Two years ago, Verizon paid $20 million to settle disability discrimination claims arising from a no-fault attendance policy in the Verizon employee handbook. The EEOC asserted that Verizon failed to provide reasonable accommodations for people with disabilities, such as making an exception to its attendance plans for individuals whose “chargeable absences” were caused by their disabilities. Instead, the EEOC said, the company disciplined or terminated employees who needed such accommodations.

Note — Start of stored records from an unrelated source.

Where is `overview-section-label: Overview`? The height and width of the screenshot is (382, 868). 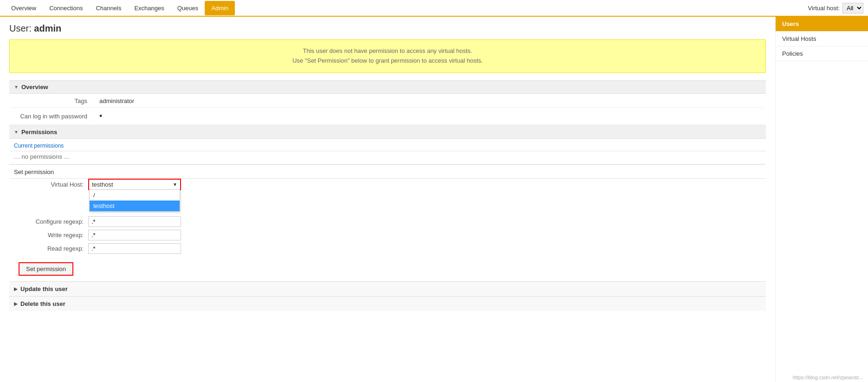 overview-section-label: Overview is located at coordinates (35, 87).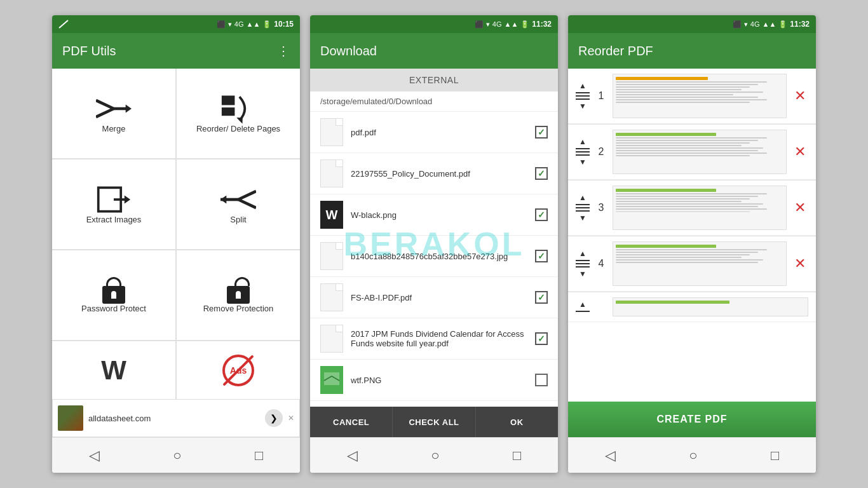 The height and width of the screenshot is (488, 868). Describe the element at coordinates (583, 254) in the screenshot. I see `up-arrow-3: ▲` at that location.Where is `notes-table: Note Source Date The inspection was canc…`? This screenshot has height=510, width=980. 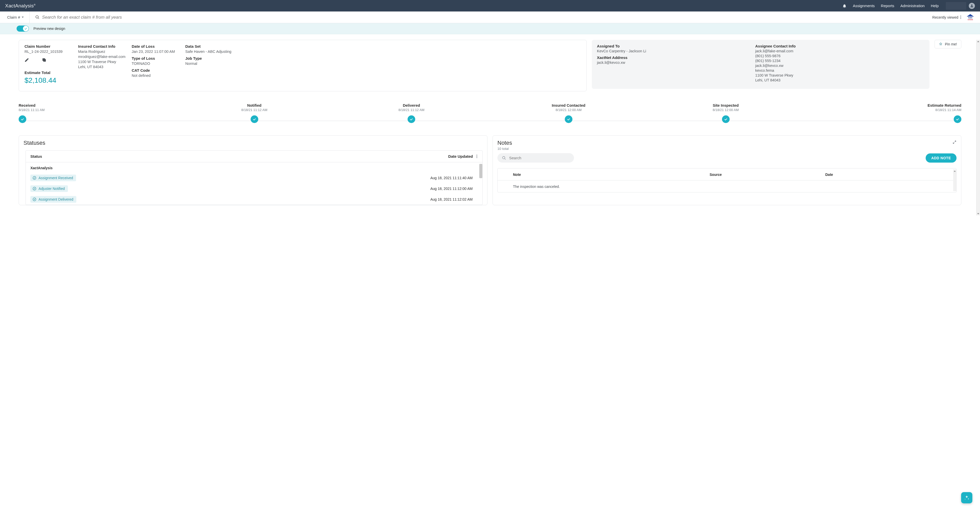
notes-table: Note Source Date The inspection was canc… is located at coordinates (727, 180).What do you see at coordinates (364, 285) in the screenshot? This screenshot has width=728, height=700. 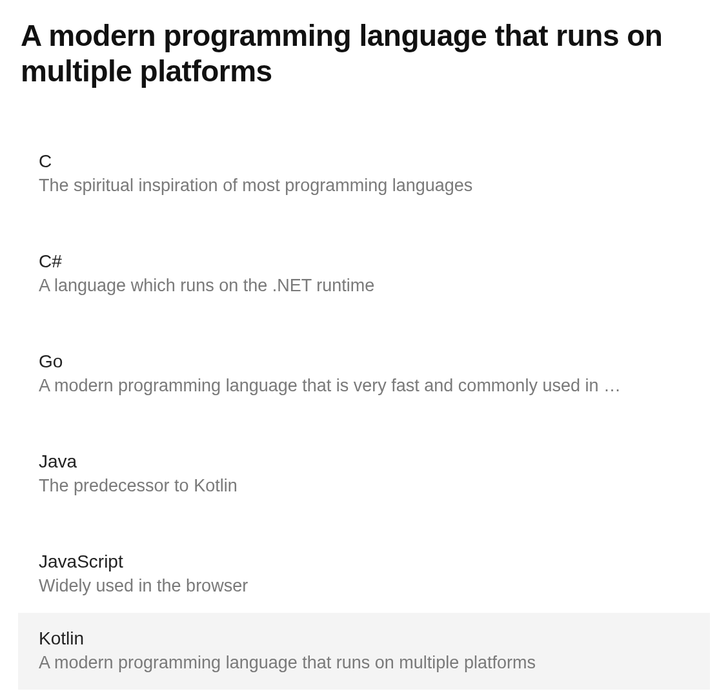 I see `item-description: A language which runs on the .NET runtim…` at bounding box center [364, 285].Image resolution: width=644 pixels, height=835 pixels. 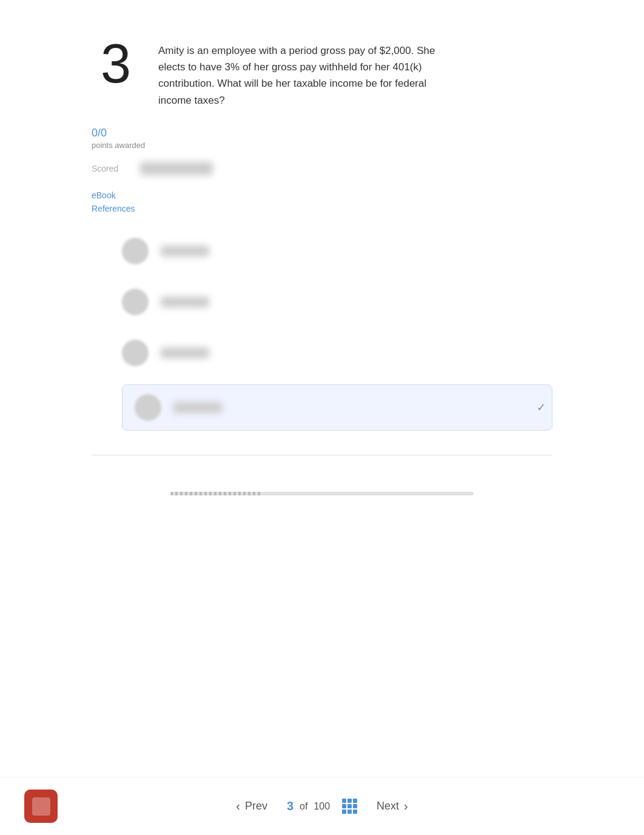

8 red flags in employee handbooks

No-fault attendance policies are big red flags in employee handbooks. Here are eight others that plague employers across the country:
  1. Illegal overtime policies: Under the Fair Labor Standards Act, all employees must receive minimum wage. Further, covered non-exempt employees must receive overtime pay (at least time-and-a-half) for hours worked over 40 per work week. Employers who mess with this — e.g., by declaring that overtime pay does not kick in until employees work more than 50 hours in a work week — are asking for trouble. And by trouble I mean back pay, liquidated damages, and attorney’s fees.
  2. Missing at-will language: Nearly everywhere throughout the country in non-union private-sector workplaces, employees are considered at-will; i.e., they can be fired for any easy reason or quit for any reason. In some states, an easy way to foul that up is to forget to include at-will language in your employee handbook. If there is an argument that the employee handbook can be read as a contract of employment for a specific period of time, rest assured that the lawyer who represents your terminated employee will make that argument.
  3. No family/medical leave language: You need this for a few reasons. Here are 11 of them. One more reason is to define the method in which FMLA is calculated to cut down on days lost due to FMLA leave.
  4. English Only: Requiring employees to only speak English may have the effect of creating a national-origin discrimination claim. English only policies should used sparingly, and only in certain situations.
  5. Progressive discipline and probationary periods: As Jon Hyman, of the Ohio Employer’s Law Blog writes in his new book, The Employer Bill of Rightsthese policies are holdovers collectively bargained relationships in days when unions were much more common. If you don’t have a unionized workplace, odds are you don’t need these policies either.
  6. Overly broad policies that violate the National Labor Relations Act: Before you tell me, “Hey, my workplace isn’t unionized. Why should I care?” just stop. I’ll tell you why. The National Labor Relations Act applies in the private sector to both union and non-union workplaces. In fact, over the past year or so, the National Labor Relations Board has begun to reinvent itself as a champion of employee rights in non-union workplaces. The Act protects various forms of employee speech, including the right to get together to discuss wages, benefits, and other terms and conditions of employment. So, if you have handbook policies that infringe on this right (e.g., overly broad confidentiality language, social media policies that preclude criticism of the company, etc.), you’re asking for trouble.
  7. Unwritten policies: If you have a particular practice or procedure that effects your employees, here’s a novel idea — be transparent about it. Commit it to writing and put it in your handbook. It’s cheaper than ordering a bunch of crystal balls.
  8. No lawyer review: Yes, you may save a few dollars, initially, by drafting an employee handbook without the employment lawyers reviewing and blessing (and billing you for) it. But in the end, well, let’s just say I told you so.

From Django Unchainedto employee handbook red flags. You’ll never watch a Tarantino movie the same way again.

http://www.youtube.com/watch?v=s8CZKbDzP1E

You can get more from Eric B. Meyer on his The Employer Handbook blog.